Patrick claimed that such businesses were focused on in order to, "generate both a private-equity-style return —a financial return— and measurable impact in one of three areas: sustainability, health and wellness, and what we’re describing as community building."
[111] Patrick became the chairman of the board for Our Generation Speaks, a fellowship program and startup incubator whose mission is to bring together young Israeli and Palestinian leaders through entrepreneurship.
[112] In April 2021, Patrick launched the Future of Tech Commission with Common Sense Media founder Jim Steyer and former Education Secretary Margaret Spellings.
The commission's goal is to compile solutions for a comprehensive tech policy agenda under President Biden and Congress on topics as privacy, antitrust, digital dequity, and content moderation/platform accountability.
On February 28, 2018, in response to reports that David Axelrod and Valerie Jarrett wanted him to run for president in 2020, Patrick stated on public radio that it was "on my radar screen".

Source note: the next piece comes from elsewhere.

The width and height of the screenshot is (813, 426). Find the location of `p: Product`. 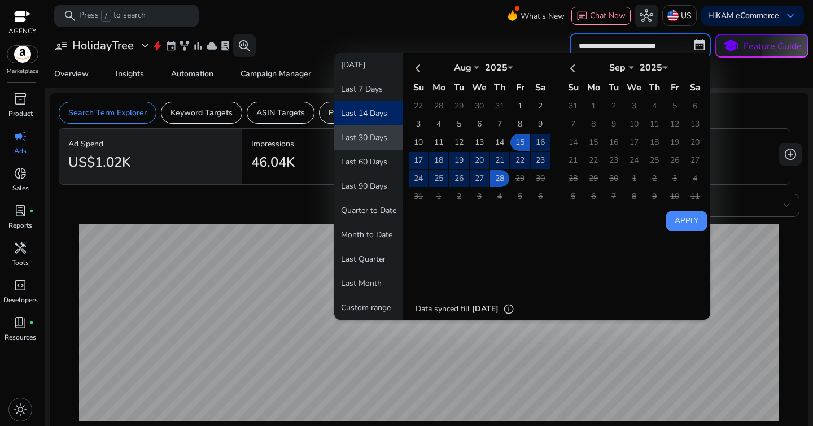

p: Product is located at coordinates (20, 114).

[120][121] On December 6, 2018, Patrick formally stated via Facebook that he would not be running for president in 2020, writing, "I’ve been overwhelmed by advice and encouragement from people from all over the country, known and unknown.
But knowing that the cruelty of our elections process would ultimately splash back on people whom Diane and I love, but who hadn't signed up for the journey, was more than I could ask.
[126] Patrick's second scheduled public event since announcing his candidacy, a speech at Morehouse College in Atlanta, Georgia on November 20, 2019, was cancelled when only two people showed up.
In July 2008, Katherine publicly announced that she is lesbian, and mentioned that her father did not know this while he was fighting against a proposed amendment to the state constitution that would have banned same-sex marriage.